Hans Schardt | |
Birth Date: | 18 June 1858 |
Birth Place: | Basel, Switzerland |
Nationality: | Swiss |
Known For: | Studies on folding and movement of earth layers, explanation of the Glarus thrust as a nappe |
Hans Schardt (18 June 1858 – 3 February 1931) was a Swiss geologist and a professor at the University of Neuchâtel and at the ETH and the University of Zurich. He contributed to studies on the folding and movement of layers of the earth based on stratigraphy. His studies where based on the Glarus thrust which he explained as a nappe.
Schardt was born in Basel and moved to Yverdon to train as a pharmacist.

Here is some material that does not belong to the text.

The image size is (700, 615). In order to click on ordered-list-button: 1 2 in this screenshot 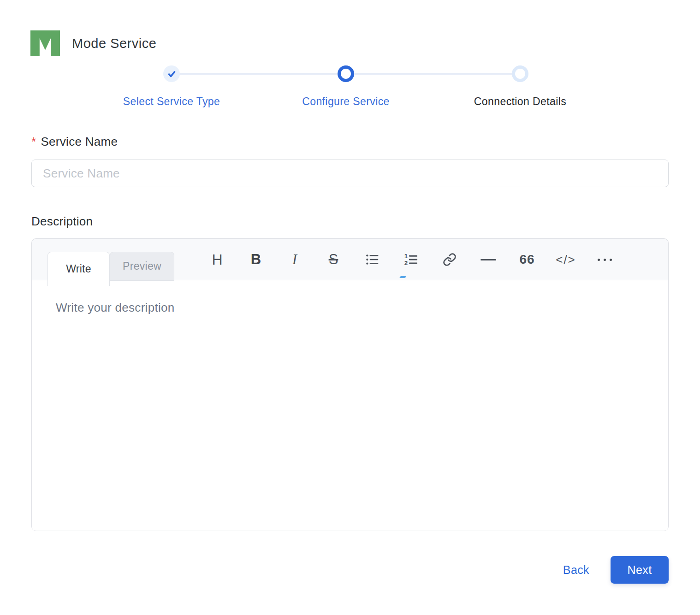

He then trained to become a high-school teacher. He went to study geology at the University of Geneva and received a doctorate in 1884 after which he taught at the Collège in Montreux. Completing his habilitation in Lausanne in 1891, he went to Heidelberg and then became a professor at the Neuchâtel Academy where he began a geology institute. In 1911 he moved to the University of Zurich to succeed Albert Heim. He retired in 1928.[1] Schardt noted the prealps and some Jurassic strata were resting atop younger tertiary flysch. Schardt was the first to suggest that parts of the prealps were formed elsewhere and had been shifted (termed as allochthonous) and noted as tectonic outliers.[2] [3]
Schardt was a keen alpinist, and coauthor of a Geographical dictionary of Switzerland.